Come wi' me, and see."
We went on through a back street or two, and then into a huge, miserable
house, which, a hundred years ago, perhaps, had witnessed the luxury, and
rung to the laughter of some one great fashionable family, alone there
in their glory. Now every room of it held its family, or its group of
families--a phalanstery of all the fiends;--its grand staircase, with the
carved balustrades rotting and crumbling away piecemeal, converted into a
common sewer for all its inmates. Up stair after stair we went, while wails
of children, and curses of men, steamed out upon the hot stifling rush of
air from every doorway, till, at the topmost story, we knocked at a garret
door. We entered. Bare it was of furniture, comfortless, and freezing cold;
but, with the exception of the plaster dropping from the roof, and the
broken windows, patched with rags and paper, there was a scrupulous
neatness about the whole, which contrasted strangely with the filth and
slovenliness outside. There was no bed in the room--no table.
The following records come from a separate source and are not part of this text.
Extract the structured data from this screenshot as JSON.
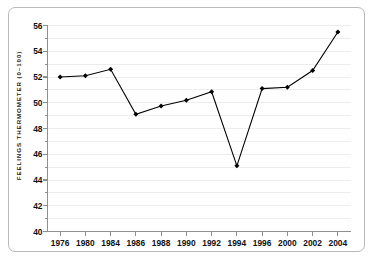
{
  "chart_data": {
    "type": "line",
    "title": "",
    "xlabel": "",
    "ylabel": "FEELINGS THERMOMETER (0–100)",
    "categories": [
      "1976",
      "1980",
      "1984",
      "1986",
      "1988",
      "1990",
      "1992",
      "1994",
      "1996",
      "2000",
      "2002",
      "2004"
    ],
    "values": [
      52.0,
      52.1,
      52.6,
      49.1,
      49.75,
      50.2,
      50.85,
      45.1,
      51.1,
      51.2,
      52.5,
      55.5
    ],
    "ylim": [
      40,
      56
    ],
    "ytick_labels": [
      "40",
      "42",
      "44",
      "46",
      "48",
      "50",
      "52",
      "54",
      "56"
    ],
    "ytick_values": [
      40,
      42,
      44,
      46,
      48,
      50,
      52,
      54,
      56
    ],
    "yminor_step": 1,
    "grid": true,
    "legend": "none",
    "series_color": "#000000",
    "grid_color": "#ededed",
    "axis_color": "#8f8f8f",
    "frame_color": "#b9b9b9",
    "marker": "diamond"
  }
}
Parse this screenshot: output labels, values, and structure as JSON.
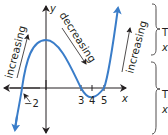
{
  "graph": {
    "axis_labels": {
      "x": "x",
      "y": "y"
    },
    "tick_labels": [
      "−2",
      "3",
      "4",
      "5"
    ],
    "interval_labels": [
      "increasing",
      "decreasing",
      "increasing"
    ],
    "curve_color": "#3a7dc9",
    "axis_color": "#231f20",
    "function_points": [
      {
        "x": -2,
        "y": 0
      },
      {
        "x": 0,
        "y": 4
      },
      {
        "x": 3,
        "y": 0
      },
      {
        "x": 4,
        "y": -0.7
      },
      {
        "x": 5,
        "y": 0
      }
    ]
  },
  "side_notes": [
    {
      "line1": "T",
      "line2": "x"
    },
    {
      "line1": "T",
      "line2": "x"
    }
  ]
}
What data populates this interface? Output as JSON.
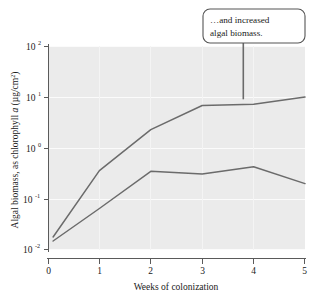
{
  "chart_data": {
    "type": "line",
    "title": "",
    "xlabel": "Weeks of colonization",
    "ylabel": "Algal biomass, as chlorophyll a (µg/cm²)",
    "ylabel_parts": {
      "lead": "Algal biomass, as chlorophyll ",
      "italic": "a",
      "units_open": " (µg/cm",
      "units_sup": "2",
      "units_close": ")"
    },
    "yscale": "log",
    "xscale": "linear",
    "xlim": [
      0,
      5
    ],
    "ylim": [
      0.01,
      100
    ],
    "grid": true,
    "legend": "none",
    "xticks": [
      0,
      1,
      2,
      3,
      4,
      5
    ],
    "xtick_labels": [
      "0",
      "1",
      "2",
      "3",
      "4",
      "5"
    ],
    "yticks": [
      0.01,
      0.1,
      1,
      10,
      100
    ],
    "ytick_labels": [
      {
        "base": "10",
        "exp": "-2"
      },
      {
        "base": "10",
        "exp": "-1"
      },
      {
        "base": "10",
        "exp": "0"
      },
      {
        "base": "10",
        "exp": "1"
      },
      {
        "base": "10",
        "exp": "2"
      }
    ],
    "x": [
      0.1,
      1,
      2,
      3,
      4,
      5
    ],
    "series": [
      {
        "name": "upper-curve",
        "color": "#6b6b6b",
        "values": [
          0.018,
          0.36,
          2.3,
          6.8,
          7.2,
          10.0
        ]
      },
      {
        "name": "lower-curve",
        "color": "#6b6b6b",
        "values": [
          0.015,
          0.065,
          0.35,
          0.31,
          0.43,
          0.2
        ]
      }
    ],
    "annotations": [
      {
        "name": "increased-biomass-callout",
        "lines": [
          "…and increased",
          "algal biomass."
        ],
        "anchor_x": 3.8,
        "anchor_y": 9.0
      }
    ]
  },
  "colors": {
    "plot_background": "#ebebeb",
    "gridline": "#fbfbfb",
    "axis": "#5a5a5a",
    "line": "#6b6b6b",
    "callout_border": "#555555",
    "callout_fill": "#ffffff",
    "page_background": "#ffffff"
  }
}
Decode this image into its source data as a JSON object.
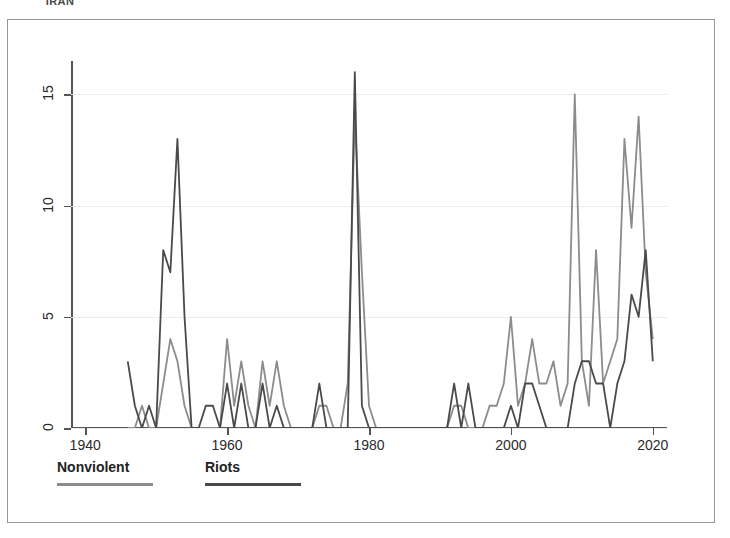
{
  "page_title": "IRAN",
  "legend": {
    "entries": [
      {
        "label": "Nonviolent",
        "color": "#8c8c8c",
        "left": 0,
        "swatch_width": 96
      },
      {
        "label": "Riots",
        "color": "#4a4a4a",
        "left": 148,
        "swatch_width": 96
      }
    ]
  },
  "chart_data": {
    "type": "line",
    "title": "IRAN",
    "xlabel": "",
    "ylabel": "",
    "xlim": [
      1938,
      2022
    ],
    "ylim": [
      0,
      16.5
    ],
    "xticks": [
      1940,
      1960,
      1980,
      2000,
      2020
    ],
    "yticks": [
      0,
      5,
      10,
      15
    ],
    "grid": true,
    "grid_axis": "y",
    "legend_position": "below-plot",
    "series": [
      {
        "name": "Nonviolent",
        "color": "#8c8c8c",
        "x": [
          1946,
          1947,
          1948,
          1949,
          1950,
          1951,
          1952,
          1953,
          1954,
          1955,
          1956,
          1957,
          1958,
          1959,
          1960,
          1961,
          1962,
          1963,
          1964,
          1965,
          1966,
          1967,
          1968,
          1969,
          1970,
          1971,
          1972,
          1973,
          1974,
          1975,
          1976,
          1977,
          1978,
          1979,
          1980,
          1981,
          1982,
          1983,
          1984,
          1985,
          1986,
          1987,
          1988,
          1989,
          1990,
          1991,
          1992,
          1993,
          1994,
          1995,
          1996,
          1997,
          1998,
          1999,
          2000,
          2001,
          2002,
          2003,
          2004,
          2005,
          2006,
          2007,
          2008,
          2009,
          2010,
          2011,
          2012,
          2013,
          2014,
          2015,
          2016,
          2017,
          2018,
          2019,
          2020
        ],
        "values": [
          0,
          0,
          1,
          0,
          0,
          2,
          4,
          3,
          1,
          0,
          0,
          0,
          0,
          0,
          4,
          1,
          3,
          1,
          0,
          3,
          1,
          3,
          1,
          0,
          0,
          0,
          0,
          1,
          1,
          0,
          0,
          2,
          14,
          7,
          1,
          0,
          0,
          0,
          0,
          0,
          0,
          0,
          0,
          0,
          0,
          0,
          1,
          1,
          0,
          0,
          0,
          1,
          1,
          2,
          5,
          1,
          2,
          4,
          2,
          2,
          3,
          1,
          2,
          15,
          3,
          1,
          8,
          2,
          3,
          4,
          13,
          9,
          14,
          7,
          4
        ]
      },
      {
        "name": "Riots",
        "color": "#4a4a4a",
        "x": [
          1946,
          1947,
          1948,
          1949,
          1950,
          1951,
          1952,
          1953,
          1954,
          1955,
          1956,
          1957,
          1958,
          1959,
          1960,
          1961,
          1962,
          1963,
          1964,
          1965,
          1966,
          1967,
          1968,
          1969,
          1970,
          1971,
          1972,
          1973,
          1974,
          1975,
          1976,
          1977,
          1978,
          1979,
          1980,
          1981,
          1982,
          1983,
          1984,
          1985,
          1986,
          1987,
          1988,
          1989,
          1990,
          1991,
          1992,
          1993,
          1994,
          1995,
          1996,
          1997,
          1998,
          1999,
          2000,
          2001,
          2002,
          2003,
          2004,
          2005,
          2006,
          2007,
          2008,
          2009,
          2010,
          2011,
          2012,
          2013,
          2014,
          2015,
          2016,
          2017,
          2018,
          2019,
          2020
        ],
        "values": [
          3,
          1,
          0,
          1,
          0,
          8,
          7,
          13,
          5,
          0,
          0,
          1,
          1,
          0,
          2,
          0,
          2,
          0,
          0,
          2,
          0,
          1,
          0,
          0,
          0,
          0,
          0,
          2,
          0,
          0,
          0,
          0,
          16,
          1,
          0,
          0,
          0,
          0,
          0,
          0,
          0,
          0,
          0,
          0,
          0,
          0,
          2,
          0,
          2,
          0,
          0,
          0,
          0,
          0,
          1,
          0,
          2,
          2,
          1,
          0,
          0,
          0,
          0,
          2,
          3,
          3,
          2,
          2,
          0,
          2,
          3,
          6,
          5,
          8,
          3
        ]
      }
    ]
  }
}
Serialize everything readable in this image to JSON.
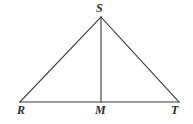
{
  "figure": {
    "kind": "geometry-diagram",
    "shape": "triangle-with-median",
    "background_color": "#ffffff",
    "stroke_color": "#3a3a3a",
    "label_color": "#2f2f2f",
    "labels": {
      "apex": "S",
      "base_left": "R",
      "base_mid": "M",
      "base_right": "T"
    },
    "points": {
      "S": {
        "x": 101,
        "y": 17
      },
      "R": {
        "x": 20,
        "y": 102
      },
      "M": {
        "x": 101,
        "y": 102
      },
      "T": {
        "x": 179,
        "y": 102
      }
    },
    "segments": [
      {
        "name": "RS",
        "from": "R",
        "to": "S"
      },
      {
        "name": "ST",
        "from": "S",
        "to": "T"
      },
      {
        "name": "RT",
        "from": "R",
        "to": "T"
      },
      {
        "name": "SM",
        "from": "S",
        "to": "M"
      }
    ]
  }
}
On a broken
chair by the chimney sat a miserable old woman, fancying that she was
warming her hands over embers which had long been cold, shaking her head,
and muttering to herself, with palsied lips, about the guardians and the
workhouse; while upon a few rags on the floor lay a girl, ugly, small-pox
marked, hollow eyed, emaciated, her only bed clothes the skirt of a large
handsome new riding-habit, at which two other girls, wan and tawdry, were
stitching busily, as they sat right and left of her on the floor.